Thefluorescentlightsofthe clinic hum with a sterile persistence. Today, they make the pounding behind my eyes feel more like a rhythmic stabbing. I sit at my desk, staring at the glowing screen of my laptop. The digital medical charts for the residents I saw this morning are open in a dozen different tabs, but I haven't typed a single note in twenty minutes. I know I need to update the files. The resident in unit 402 is recovering from a minor procedure and needs a specific post-op protocol logged, but the words are blurring into meaningless shapes.
It has been two weeks since her Heat broke, and she moved out without a goodbye; not that I blame her. Every nerve ending under my skin vibrates with a high-pitched frequency that I can’t turn off. It is the bond rejection. We knotted with her and our inner Alphas are screaming for the completion that never came. We should be working toward marking her as our Omega, keeping the bond healthy with sex while we wait for her to be ready.
Instead, I am sitting in a rolling chair and trying to remember how to breathe while my heart rate sits at a steady hundred beatsper minute. I checked my vitals ten minutes ago. Tachycardia, mild tremors, and an elevated cortisol level. I am a doctor who can’t even regulate his own pulse.
I look at the door and wonder how the others are holding up. I know they are suffering just as much as I am. Dameon has been in the gym for hours, trying to sweat off the frustration through physical exertion. Reid has retreated into the management of the building’s logistics, his eyes hollow and distant. He is trying to manage his way out of a heartbreak. Theo is likely still in the camming hub, staring at the empty feeds.
We are all falling apart because the Omega we chose has decided she doesn't need a pack. Is sh feeling the same grinding ache? Biology says she should be. Omegas have evolved to crave the safety of the bond even more than we do as Alphas, but Zora has spent her entire life proving she can survive things that would break anyone else.
A banner notification pings at the top of my screen, cutting through the list of digital prescriptions I was supposed to be reviewing. My heart skips a beat. It isn't a livestream alert. It is a notification from her channel: New Video Uploaded: The Sunflower Mission.
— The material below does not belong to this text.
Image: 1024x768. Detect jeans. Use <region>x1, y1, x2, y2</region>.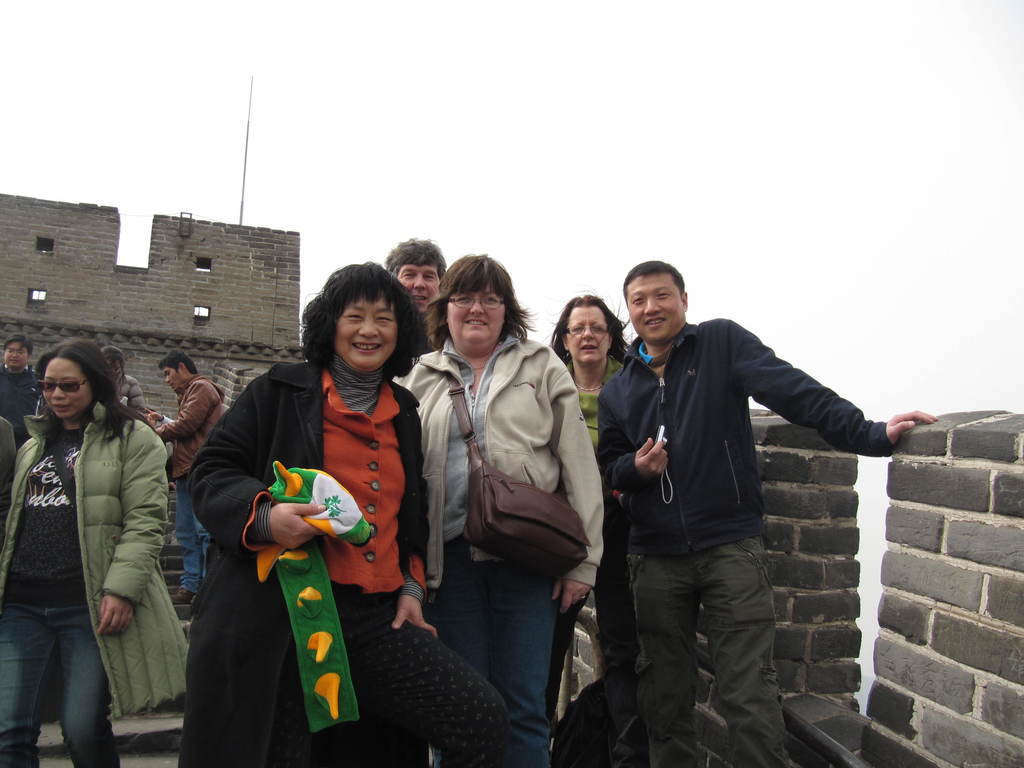
<region>175, 475, 210, 594</region>.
I click the link. The page loads and her face fills the screen, and the air in the clinic feels even thinner than before.
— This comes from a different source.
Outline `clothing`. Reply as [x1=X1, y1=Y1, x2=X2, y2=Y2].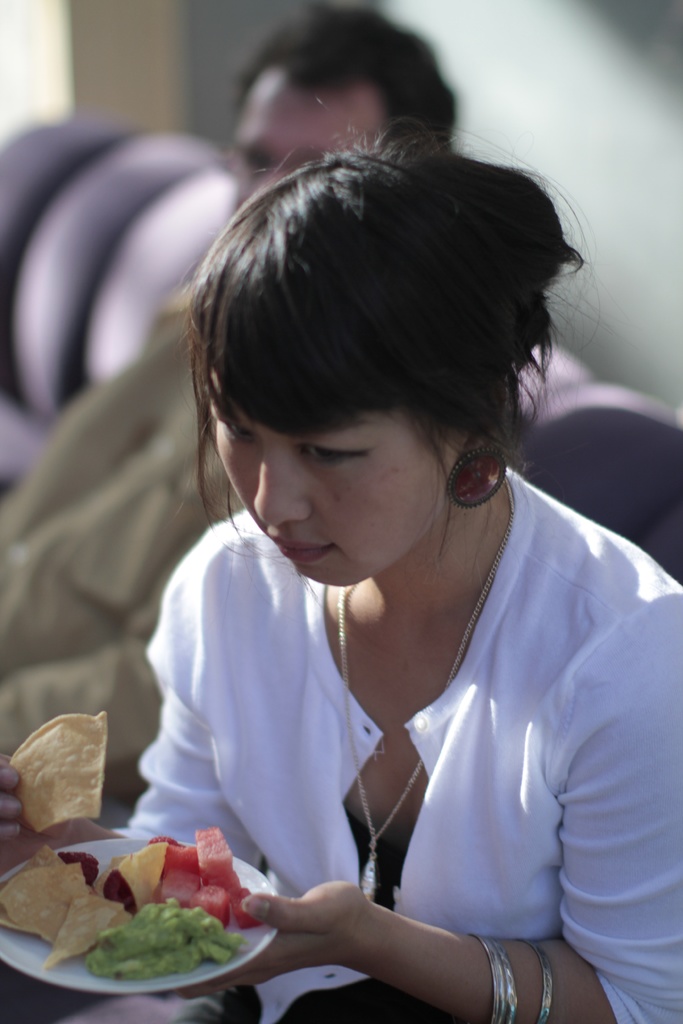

Zora isn’t in the penthouse anymore, and the change is jarring. She is sitting in a room with white walls that look thin and poorly insulated. There is a scuff mark near her shoulder, and the lighting is harsh and overhead. She looks raw. There are dark circles under her eyes, and her golden hair is pulled into a messy bun that looks like it was done in a hurry. She is in a plain white t-shirt that looks two sizes too big. She looks like the girl I remember from the home, stripped down to her essentials and vibrating with a nervous energy that makes me want to reach through the screen.
She looks into the lens, and I feel a pang of longing so intense it makes my breath hitch. "I know I have been gone for two weeks and that I'm not looking my best right now, but I think it is time I was more honest with all of you and that means looking real. I have moved out of the Nest apartment and I am starting over from scratch. I have some savings I have gathered over the years, and even though I am not some rich Alpha influencer, I can make this work on my own. I love this channel and the community we have built, but I want to do some good with it. I want to build something that matters."